Nurses are "living in poverty" and many are leaving the profession because "they can no longer afford to stay in it", the Royal College of Nursing (RCN) has said as it called on the Government to reopen talks about pay.
Pat Cullen, chief executive and general secretary of the RCN, said the Government's revised pay offer was rejected by nurses because it "isn’t sufficient to address those really critical issues". She urged ministers to prevent nurses from "going into the winter months on strike action again".
Speaking ahead of the RCN’s annual congress in Brighton, Ms Cullen told "Good Morning Britain": "We'll hear many debates over the next week, just about the conditions that our nursing staff are working in – they are harrowing to listen to, it's harrowing for our nurses, it's harrowing for our patients.
"We need to address the absolute crisis that we're in within the health service and the crisis that our nursing staff find themselves in."
Ms Cullen said that many nurses are "living in poverty and having to leave the profession simply because they can no longer afford to stay in it", adding that the 9% consolidated raise proposed by the Government over 2 years "isn't sufficient to address those really critical issues".
"We need to do something urgently and that's what our thousands of members are urging this Government to do," she added, referring to RCN members rejecting the Government's revised pay offer.
Why Nurses' Rejected the Pay Deal
The RCN is planning to ballot nurses again on May 23 to see whether they are prepared to stage further strikes.
Ms Cullen explained why RCN members chose to reject the Government's latest pay offer in a vote that she said had "one of the highest turnouts in the ballot so far".
"They said to us, 'it's not enough, it will address short-term measures within the health service but it will not address the long-term challenges that we have got'," she explained. "And I’m listening to them, and they obviously have spoken up very loud, 300,000 of them, and they want to get back round the table with Government and reopen negotiations.
"That’s what I’m focused on."
Ms Cullen added there was still time to avoid a strike next winter.
"We actually should be able to resolve this now – get around the table and do it for nursing and do it for patients."
At the conference in Brighton, members debated the issue of pay, with Karma McKeefery, nurse and RCN steward from the Lancashire East branch, saying members did not think the Government's pay offer was final.
She said: "We should feel proud that it was our historic strike action in the numbers we had that eventually forced the Government talks leading to the slightly improved final offer.
"Our members do not agree that this is the final offer. Once the lump sum they tempted us with has gone directly to the energy companies, what we are left with still amounts to a pay cut and will do nothing to aid recruitment and retention of nursing staff."
She said a "proper restorative pay rise will pay for itself as recruitment and retention of nurses into the NHS would save the billions of pounds spent each year on expensive agency nursing fees".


Goal of the exercise: Copy every entry below, exactly and in full.

(Dataset listings of figures)
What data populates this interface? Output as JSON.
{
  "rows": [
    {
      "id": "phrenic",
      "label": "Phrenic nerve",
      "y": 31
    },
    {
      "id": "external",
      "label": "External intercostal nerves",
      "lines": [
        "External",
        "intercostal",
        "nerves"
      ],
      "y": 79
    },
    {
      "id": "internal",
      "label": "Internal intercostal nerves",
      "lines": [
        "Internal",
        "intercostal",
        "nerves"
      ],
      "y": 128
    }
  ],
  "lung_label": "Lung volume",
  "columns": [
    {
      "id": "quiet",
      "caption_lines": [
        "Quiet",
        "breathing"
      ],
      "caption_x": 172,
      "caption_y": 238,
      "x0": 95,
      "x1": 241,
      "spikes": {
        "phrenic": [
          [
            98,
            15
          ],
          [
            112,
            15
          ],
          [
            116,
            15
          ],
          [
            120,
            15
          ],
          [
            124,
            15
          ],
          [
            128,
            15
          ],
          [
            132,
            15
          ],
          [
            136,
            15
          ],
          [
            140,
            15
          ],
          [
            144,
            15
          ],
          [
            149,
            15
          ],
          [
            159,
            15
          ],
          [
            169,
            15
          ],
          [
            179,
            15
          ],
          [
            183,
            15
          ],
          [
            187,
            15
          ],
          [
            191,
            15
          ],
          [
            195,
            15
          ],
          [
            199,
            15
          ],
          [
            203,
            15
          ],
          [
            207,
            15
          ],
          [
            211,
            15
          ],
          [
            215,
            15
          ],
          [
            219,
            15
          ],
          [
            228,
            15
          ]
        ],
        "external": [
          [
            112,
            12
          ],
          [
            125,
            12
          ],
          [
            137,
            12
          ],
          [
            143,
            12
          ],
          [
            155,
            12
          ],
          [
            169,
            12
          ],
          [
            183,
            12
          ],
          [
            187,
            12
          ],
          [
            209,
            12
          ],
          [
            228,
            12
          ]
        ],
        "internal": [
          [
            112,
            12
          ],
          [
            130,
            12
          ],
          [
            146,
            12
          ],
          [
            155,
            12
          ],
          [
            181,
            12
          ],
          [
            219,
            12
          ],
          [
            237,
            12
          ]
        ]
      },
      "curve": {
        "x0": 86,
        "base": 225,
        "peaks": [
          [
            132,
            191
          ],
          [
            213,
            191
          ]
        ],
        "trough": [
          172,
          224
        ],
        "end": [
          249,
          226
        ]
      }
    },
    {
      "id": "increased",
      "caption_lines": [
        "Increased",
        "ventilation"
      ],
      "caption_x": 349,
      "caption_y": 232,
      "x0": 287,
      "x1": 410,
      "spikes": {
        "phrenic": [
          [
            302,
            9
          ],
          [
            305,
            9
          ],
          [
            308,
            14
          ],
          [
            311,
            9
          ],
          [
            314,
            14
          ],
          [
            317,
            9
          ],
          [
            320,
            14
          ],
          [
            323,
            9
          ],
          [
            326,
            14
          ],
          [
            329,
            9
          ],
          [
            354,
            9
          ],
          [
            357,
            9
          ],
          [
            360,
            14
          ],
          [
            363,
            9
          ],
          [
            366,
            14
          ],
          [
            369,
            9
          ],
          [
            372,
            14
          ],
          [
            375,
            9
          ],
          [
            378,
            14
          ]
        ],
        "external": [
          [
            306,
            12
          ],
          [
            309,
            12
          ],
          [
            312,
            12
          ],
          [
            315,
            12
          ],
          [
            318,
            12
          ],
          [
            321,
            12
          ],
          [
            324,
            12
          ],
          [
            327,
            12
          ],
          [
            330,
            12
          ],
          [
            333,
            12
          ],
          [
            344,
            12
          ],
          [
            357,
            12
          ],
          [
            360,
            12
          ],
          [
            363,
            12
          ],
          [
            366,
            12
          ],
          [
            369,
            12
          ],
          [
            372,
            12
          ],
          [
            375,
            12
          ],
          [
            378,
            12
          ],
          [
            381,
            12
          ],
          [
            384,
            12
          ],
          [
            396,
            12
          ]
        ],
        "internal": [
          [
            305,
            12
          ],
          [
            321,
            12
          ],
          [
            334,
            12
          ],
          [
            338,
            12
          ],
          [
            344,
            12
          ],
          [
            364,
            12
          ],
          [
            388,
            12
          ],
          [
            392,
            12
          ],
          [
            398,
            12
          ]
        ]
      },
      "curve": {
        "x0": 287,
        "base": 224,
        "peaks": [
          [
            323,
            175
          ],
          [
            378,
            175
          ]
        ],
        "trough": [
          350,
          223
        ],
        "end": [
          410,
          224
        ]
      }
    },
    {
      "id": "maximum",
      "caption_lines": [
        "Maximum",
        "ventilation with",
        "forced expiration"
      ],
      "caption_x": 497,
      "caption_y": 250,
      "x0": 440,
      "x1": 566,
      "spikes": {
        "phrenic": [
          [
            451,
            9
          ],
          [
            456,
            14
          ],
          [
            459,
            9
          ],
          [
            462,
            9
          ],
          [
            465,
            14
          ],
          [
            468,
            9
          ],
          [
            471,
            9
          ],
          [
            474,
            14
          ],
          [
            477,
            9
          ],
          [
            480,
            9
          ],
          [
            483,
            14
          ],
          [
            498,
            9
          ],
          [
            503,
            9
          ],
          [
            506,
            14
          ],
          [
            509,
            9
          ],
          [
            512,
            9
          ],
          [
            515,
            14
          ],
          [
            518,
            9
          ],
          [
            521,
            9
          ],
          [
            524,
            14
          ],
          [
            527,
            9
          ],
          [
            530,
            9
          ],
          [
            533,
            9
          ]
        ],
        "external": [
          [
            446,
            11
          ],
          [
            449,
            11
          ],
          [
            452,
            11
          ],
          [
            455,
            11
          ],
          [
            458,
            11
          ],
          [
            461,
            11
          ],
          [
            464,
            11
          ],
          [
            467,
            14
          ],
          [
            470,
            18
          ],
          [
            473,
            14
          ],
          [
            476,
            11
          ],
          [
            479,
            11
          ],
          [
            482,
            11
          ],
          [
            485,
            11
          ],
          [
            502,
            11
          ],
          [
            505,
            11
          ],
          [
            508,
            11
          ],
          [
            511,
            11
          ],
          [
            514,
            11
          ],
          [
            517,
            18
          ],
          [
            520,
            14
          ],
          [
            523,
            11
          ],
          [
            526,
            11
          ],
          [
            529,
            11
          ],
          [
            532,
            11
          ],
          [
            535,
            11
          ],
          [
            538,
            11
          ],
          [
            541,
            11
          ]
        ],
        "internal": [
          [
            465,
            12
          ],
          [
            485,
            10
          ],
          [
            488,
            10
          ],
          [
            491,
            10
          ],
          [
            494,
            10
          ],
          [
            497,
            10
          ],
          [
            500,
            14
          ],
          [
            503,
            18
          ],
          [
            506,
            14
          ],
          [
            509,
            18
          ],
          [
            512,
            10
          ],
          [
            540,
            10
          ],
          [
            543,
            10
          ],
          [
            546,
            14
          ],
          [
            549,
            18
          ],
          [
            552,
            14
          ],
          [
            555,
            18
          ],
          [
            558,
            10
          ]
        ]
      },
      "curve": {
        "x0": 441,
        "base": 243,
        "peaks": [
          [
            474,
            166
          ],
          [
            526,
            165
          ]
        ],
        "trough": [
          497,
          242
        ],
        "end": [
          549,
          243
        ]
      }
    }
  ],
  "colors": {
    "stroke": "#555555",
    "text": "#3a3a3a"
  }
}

Reply to the exercise:
What data populates this interface? Output as JSON.
{
  "rows": [
    {
      "id": "phrenic",
      "label": "Phrenic nerve",
      "y": 31
    },
    {
      "id": "external",
      "label": "External intercostal nerves",
      "lines": [
        "External",
        "intercostal",
        "nerves"
      ],
      "y": 79
    },
    {
      "id": "internal",
      "label": "Internal intercostal nerves",
      "lines": [
        "Internal",
        "intercostal",
        "nerves"
      ],
      "y": 128
    }
  ],
  "lung_label": "Lung volume",
  "columns": [
    {
      "id": "quiet",
      "caption_lines": [
        "Quiet",
        "breathing"
      ],
      "caption_x": 172,
      "caption_y": 238,
      "x0": 95,
      "x1": 241,
      "spikes": {
        "phrenic": [
          [
            98,
            15
          ],
          [
            112,
            15
          ],
          [
            116,
            15
          ],
          [
            120,
            15
          ],
          [
            124,
            15
          ],
          [
            128,
            15
          ],
          [
            132,
            15
          ],
          [
            136,
            15
          ],
          [
            140,
            15
          ],
          [
            144,
            15
          ],
          [
            149,
            15
          ],
          [
            159,
            15
          ],
          [
            169,
            15
          ],
          [
            179,
            15
          ],
          [
            183,
            15
          ],
          [
            187,
            15
          ],
          [
            191,
            15
          ],
          [
            195,
            15
          ],
          [
            199,
            15
          ],
          [
            203,
            15
          ],
          [
            207,
            15
          ],
          [
            211,
            15
          ],
          [
            215,
            15
          ],
          [
            219,
            15
          ],
          [
            228,
            15
          ]
        ],
        "external": [
          [
            112,
            12
          ],
          [
            125,
            12
          ],
          [
            137,
            12
          ],
          [
            143,
            12
          ],
          [
            155,
            12
          ],
          [
            169,
            12
          ],
          [
            183,
            12
          ],
          [
            187,
            12
          ],
          [
            209,
            12
          ],
          [
            228,
            12
          ]
        ],
        "internal": [
          [
            112,
            12
          ],
          [
            130,
            12
          ],
          [
            146,
            12
          ],
          [
            155,
            12
          ],
          [
            181,
            12
          ],
          [
            219,
            12
          ],
          [
            237,
            12
          ]
        ]
      },
      "curve": {
        "x0": 86,
        "base": 225,
        "peaks": [
          [
            132,
            191
          ],
          [
            213,
            191
          ]
        ],
        "trough": [
          172,
          224
        ],
        "end": [
          249,
          226
        ]
      }
    },
    {
      "id": "increased",
      "caption_lines": [
        "Increased",
        "ventilation"
      ],
      "caption_x": 349,
      "caption_y": 232,
      "x0": 287,
      "x1": 410,
      "spikes": {
        "phrenic": [
          [
            302,
            9
          ],
          [
            305,
            9
          ],
          [
            308,
            14
          ],
          [
            311,
            9
          ],
          [
            314,
            14
          ],
          [
            317,
            9
          ],
          [
            320,
            14
          ],
          [
            323,
            9
          ],
          [
            326,
            14
          ],
          [
            329,
            9
          ],
          [
            354,
            9
          ],
          [
            357,
            9
          ],
          [
            360,
            14
          ],
          [
            363,
            9
          ],
          [
            366,
            14
          ],
          [
            369,
            9
          ],
          [
            372,
            14
          ],
          [
            375,
            9
          ],
          [
            378,
            14
          ]
        ],
        "external": [
          [
            306,
            12
          ],
          [
            309,
            12
          ],
          [
            312,
            12
          ],
          [
            315,
            12
          ],
          [
            318,
            12
          ],
          [
            321,
            12
          ],
          [
            324,
            12
          ],
          [
            327,
            12
          ],
          [
            330,
            12
          ],
          [
            333,
            12
          ],
          [
            344,
            12
          ],
          [
            357,
            12
          ],
          [
            360,
            12
          ],
          [
            363,
            12
          ],
          [
            366,
            12
          ],
          [
            369,
            12
          ],
          [
            372,
            12
          ],
          [
            375,
            12
          ],
          [
            378,
            12
          ],
          [
            381,
            12
          ],
          [
            384,
            12
          ],
          [
            396,
            12
          ]
        ],
        "internal": [
          [
            305,
            12
          ],
          [
            321,
            12
          ],
          [
            334,
            12
          ],
          [
            338,
            12
          ],
          [
            344,
            12
          ],
          [
            364,
            12
          ],
          [
            388,
            12
          ],
          [
            392,
            12
          ],
          [
            398,
            12
          ]
        ]
      },
      "curve": {
        "x0": 287,
        "base": 224,
        "peaks": [
          [
            323,
            175
          ],
          [
            378,
            175
          ]
        ],
        "trough": [
          350,
          223
        ],
        "end": [
          410,
          224
        ]
      }
    },
    {
      "id": "maximum",
      "caption_lines": [
        "Maximum",
        "ventilation with",
        "forced expiration"
      ],
      "caption_x": 497,
      "caption_y": 250,
      "x0": 440,
      "x1": 566,
      "spikes": {
        "phrenic": [
          [
            451,
            9
          ],
          [
            456,
            14
          ],
          [
            459,
            9
          ],
          [
            462,
            9
          ],
          [
            465,
            14
          ],
          [
            468,
            9
          ],
          [
            471,
            9
          ],
          [
            474,
            14
          ],
          [
            477,
            9
          ],
          [
            480,
            9
          ],
          [
            483,
            14
          ],
          [
            498,
            9
          ],
          [
            503,
            9
          ],
          [
            506,
            14
          ],
          [
            509,
            9
          ],
          [
            512,
            9
          ],
          [
            515,
            14
          ],
          [
            518,
            9
          ],
          [
            521,
            9
          ],
          [
            524,
            14
          ],
          [
            527,
            9
          ],
          [
            530,
            9
          ],
          [
            533,
            9
          ]
        ],
        "external": [
          [
            446,
            11
          ],
          [
            449,
            11
          ],
          [
            452,
            11
          ],
          [
            455,
            11
          ],
          [
            458,
            11
          ],
          [
            461,
            11
          ],
          [
            464,
            11
          ],
          [
            467,
            14
          ],
          [
            470,
            18
          ],
          [
            473,
            14
          ],
          [
            476,
            11
          ],
          [
            479,
            11
          ],
          [
            482,
            11
          ],
          [
            485,
            11
          ],
          [
            502,
            11
          ],
          [
            505,
            11
          ],
          [
            508,
            11
          ],
          [
            511,
            11
          ],
          [
            514,
            11
          ],
          [
            517,
            18
          ],
          [
            520,
            14
          ],
          [
            523,
            11
          ],
          [
            526,
            11
          ],
          [
            529,
            11
          ],
          [
            532,
            11
          ],
          [
            535,
            11
          ],
          [
            538,
            11
          ],
          [
            541,
            11
          ]
        ],
        "internal": [
          [
            465,
            12
          ],
          [
            485,
            10
          ],
          [
            488,
            10
          ],
          [
            491,
            10
          ],
          [
            494,
            10
          ],
          [
            497,
            10
          ],
          [
            500,
            14
          ],
          [
            503,
            18
          ],
          [
            506,
            14
          ],
          [
            509,
            18
          ],
          [
            512,
            10
          ],
          [
            540,
            10
          ],
          [
            543,
            10
          ],
          [
            546,
            14
          ],
          [
            549,
            18
          ],
          [
            552,
            14
          ],
          [
            555,
            18
          ],
          [
            558,
            10
          ]
        ]
      },
      "curve": {
        "x0": 441,
        "base": 243,
        "peaks": [
          [
            474,
            166
          ],
          [
            526,
            165
          ]
        ],
        "trough": [
          497,
          242
        ],
        "end": [
          549,
          243
        ]
      }
    }
  ],
  "colors": {
    "stroke": "#555555",
    "text": "#3a3a3a"
  }
}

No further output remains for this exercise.